Excavation Index (.lore/excavations/index.md)
# Excavation Index ## Documented Features | Feature | Spec | Excavated | Connected To | |---------|------|-----------|--------------| | feature-name | [feature-name.md](../reference/feature-name.md) | YYYY-MM-DD | other, features | ## Discovered (Not Yet Documented) | Feature | Discovered From | Entry Point | |---------|-----------------|-------------| | feature-name | source-feature | route or path | ## Unexplored Entry Points | Entry Point | Type | Notes | |-------------|------|-------| | /path | API | Brief description | | command | CLI | Brief description |
Feature Boundaries
A feature is:
- •User-centric: Defined by what users can DO, not by code structure
- •Cohesive: The parts belong together conceptually
- •Bounded: Has clear entry points and dependencies
Signs you've found a feature boundary:
- •It has its own entry points (routes, commands, pages)
- •It has its own data (tables, entities)
- •It could theoretically be removed without breaking unrelated things
- •Users would describe it as "a thing the app does"
Signs you should split:
- •"This feature does two very different things"

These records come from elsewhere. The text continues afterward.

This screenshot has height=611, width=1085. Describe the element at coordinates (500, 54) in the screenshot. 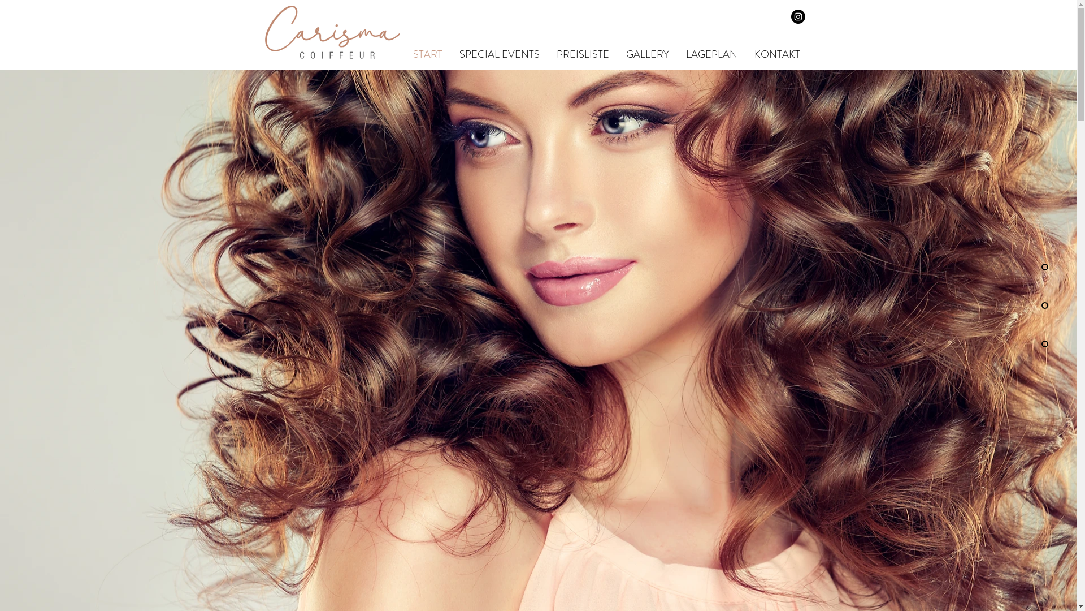

I see `SPECIAL EVENTS` at that location.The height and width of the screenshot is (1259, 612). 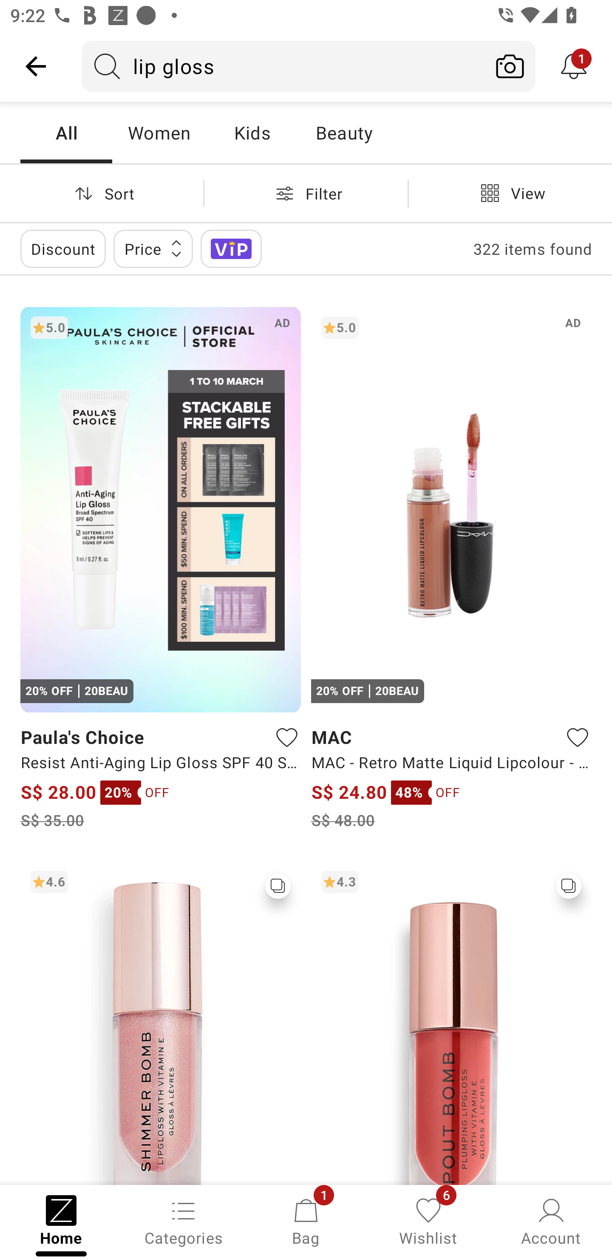 What do you see at coordinates (306, 1221) in the screenshot?
I see `Bag, 1 new notification Bag` at bounding box center [306, 1221].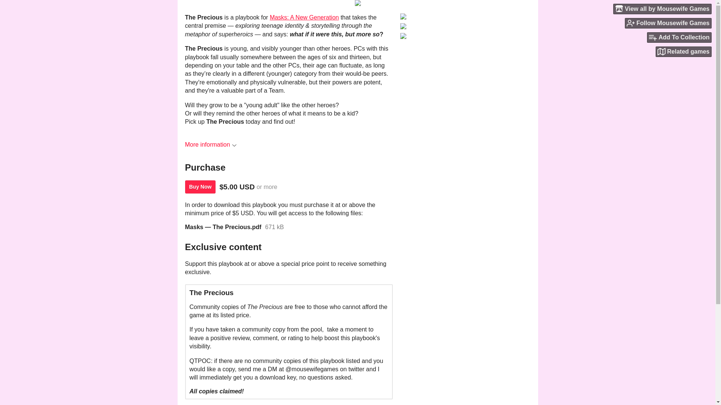  Describe the element at coordinates (210, 145) in the screenshot. I see `More information` at that location.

- •Entry points serve different user goals
- •Data is unrelated
Signs you should merge:
- •"These are really the same capability"
- •Always used together
- •Share all the same data
Feature Hierarchy
Features naturally form a hierarchy:
.lore/reference/ ├── home-dashboard.md # Container: links to main features ├── authentication.md # Leaf: login, logout, register ├── authentication/ │ └── password-reset.md # Sub-feature of auth ├── products.md # Container: browsing products ├── products/ │ ├── search.md # Sub-feature │ └── reviews.md # Sub-feature └── shopping-cart.md # Leaf: cart management
A container feature lists what it contains. Sub-features are excavated separately.
Cross-Cutting Concerns
Some code isn't a feature, it's infrastructure:
- •Logging
- •Error handling
- •Authentication middleware
- •Database connections
- •Caching
Document these separately as infrastructure docs in .lore/reference/_infrastructure/.
The Progressive Discovery Model
Each excavation cycle:
- •Documents one node (feature)
- •Discovers edges to other nodes (connected features)
- •Makes the next excavation easier (you know what you're looking for)
Over time, you build a complete map without ever trying to hold it all at once.
Specialized Agents
If .lore/lore-agents.md exists, consult it for specialized agents beyond surface-surveyor. Domain experts can help identify patterns, security concerns, or architectural boundaries during excavation. Invoke relevant agents via Task tool and incorporate their insights.